I passed slowly around within the star, reaching out with Ice Tongue. And with that ice-turned-uncanny-metal I touched the tip of each point of the star set in the rock. From that touch sprouted fire—a fire unfed by any lamp, or even any fuel, burning upward unnaturally out of the blue rock itself.

Then Uruk raised the ax high and his voice boomed as might the gong in one of the shrines tended by the Witches. I did not understand the words he intoned, I do not think perhaps that even that long-ago Tolar would have known them. To each adept his own mystery, and I was certain that Tolar had never been one of the Great Ones of Escore.

If Uruk was (but somehow that I doubted also), at least he had given no other sign of such. But that he could summon something here I had no doubt.

From those points of flame my own sword had awakened into being there now spread a haze— sideways—though the flames of blue still arose pillarwise toward the broken roof above us. And that haze thickened.

As Uruk's voice rose, fell, rose again, the wall of mist grew thicker. I sensed that out of our sight, hidden behind that, presences were assembling—coming and going —uniting in some action which Uruk demanded of them. I kept Ice Tongue bared and ready in my hand, though the Tolar part of me felt secure. Excitement was hot along my veins, quickened my breathing.

The mist had risen to fill the chamber save within the star where we stood. My head felt giddy. I had to tense my body to remain standing; for I had an odd idea that outside the mist the whole world wheeled about and about in a mad dance no human would dare to see, or seeing, believe in.

Uruk's chanting grew softer once again. He dropped the ax, head down, against the floor, leaned on its haft as if he needed some support. His whole body suggested such strain, a draining of energy, that, without thinking, I took a step which brought me to his side, so that I could set my left arm around his shoulders. And he suffered my aid as if he needed it at that moment.

His words came in a hoarse, strained voice, and finally they died away to silence.
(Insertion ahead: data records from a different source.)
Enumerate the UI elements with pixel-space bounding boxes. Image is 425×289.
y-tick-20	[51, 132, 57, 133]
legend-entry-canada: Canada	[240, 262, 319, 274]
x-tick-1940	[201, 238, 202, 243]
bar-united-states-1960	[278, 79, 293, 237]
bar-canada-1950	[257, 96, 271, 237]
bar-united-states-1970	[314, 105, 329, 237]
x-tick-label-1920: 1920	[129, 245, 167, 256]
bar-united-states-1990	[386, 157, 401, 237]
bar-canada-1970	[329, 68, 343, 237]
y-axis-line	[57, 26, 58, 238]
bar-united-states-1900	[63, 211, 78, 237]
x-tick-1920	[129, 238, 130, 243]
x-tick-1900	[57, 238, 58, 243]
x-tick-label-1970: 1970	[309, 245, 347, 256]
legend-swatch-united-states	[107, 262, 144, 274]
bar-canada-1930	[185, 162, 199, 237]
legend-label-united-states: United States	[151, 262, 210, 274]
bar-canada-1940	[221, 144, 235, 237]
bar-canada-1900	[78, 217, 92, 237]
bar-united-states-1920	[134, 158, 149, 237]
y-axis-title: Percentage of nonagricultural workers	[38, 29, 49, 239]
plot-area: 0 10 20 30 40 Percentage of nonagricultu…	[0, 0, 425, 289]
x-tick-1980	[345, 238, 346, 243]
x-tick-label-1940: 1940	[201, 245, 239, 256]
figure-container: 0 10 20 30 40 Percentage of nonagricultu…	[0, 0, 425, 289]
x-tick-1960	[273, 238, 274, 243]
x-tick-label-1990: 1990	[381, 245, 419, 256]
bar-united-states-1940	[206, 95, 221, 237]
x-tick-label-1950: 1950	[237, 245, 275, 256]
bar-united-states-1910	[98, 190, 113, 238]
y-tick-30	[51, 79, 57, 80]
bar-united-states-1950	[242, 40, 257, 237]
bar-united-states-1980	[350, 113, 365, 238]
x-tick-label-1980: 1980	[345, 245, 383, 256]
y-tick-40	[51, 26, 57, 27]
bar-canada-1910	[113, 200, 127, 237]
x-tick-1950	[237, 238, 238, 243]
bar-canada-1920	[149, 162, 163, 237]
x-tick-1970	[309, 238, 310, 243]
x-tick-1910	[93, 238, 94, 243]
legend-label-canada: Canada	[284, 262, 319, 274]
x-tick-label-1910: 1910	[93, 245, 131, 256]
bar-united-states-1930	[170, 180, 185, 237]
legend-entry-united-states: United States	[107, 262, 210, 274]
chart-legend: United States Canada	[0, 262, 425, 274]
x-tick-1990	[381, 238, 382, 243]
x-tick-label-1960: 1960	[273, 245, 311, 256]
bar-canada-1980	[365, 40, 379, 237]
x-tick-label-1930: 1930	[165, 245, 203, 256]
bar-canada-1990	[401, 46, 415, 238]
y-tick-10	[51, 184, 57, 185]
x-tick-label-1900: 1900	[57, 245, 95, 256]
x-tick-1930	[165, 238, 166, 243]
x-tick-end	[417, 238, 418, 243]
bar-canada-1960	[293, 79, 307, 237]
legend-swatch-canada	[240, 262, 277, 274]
I saw that his eyes were closed. Sweat ran in runnels down his cheeks to drip from his jaw line. He wavered, so I exerted more strength to keep him on his feet, sensing that this must be done.

The fires on the star points flickered lower, drawing in that mist, in some way consuming it. There were tatters in the fog now, holes through which a man could see. But I did not sight the fallen blocks, the same chamber in which we had entered. Now the floor was clear, and there was other light beyond our flames, flowing from lamps set in niches. Between those lamps strips of tapestry hung, the colors muted perhaps, but still visible enough, blue, green, a metallic golden yellow, with a glitter, as if the real precious metal had been drawn out into thread to be so woven.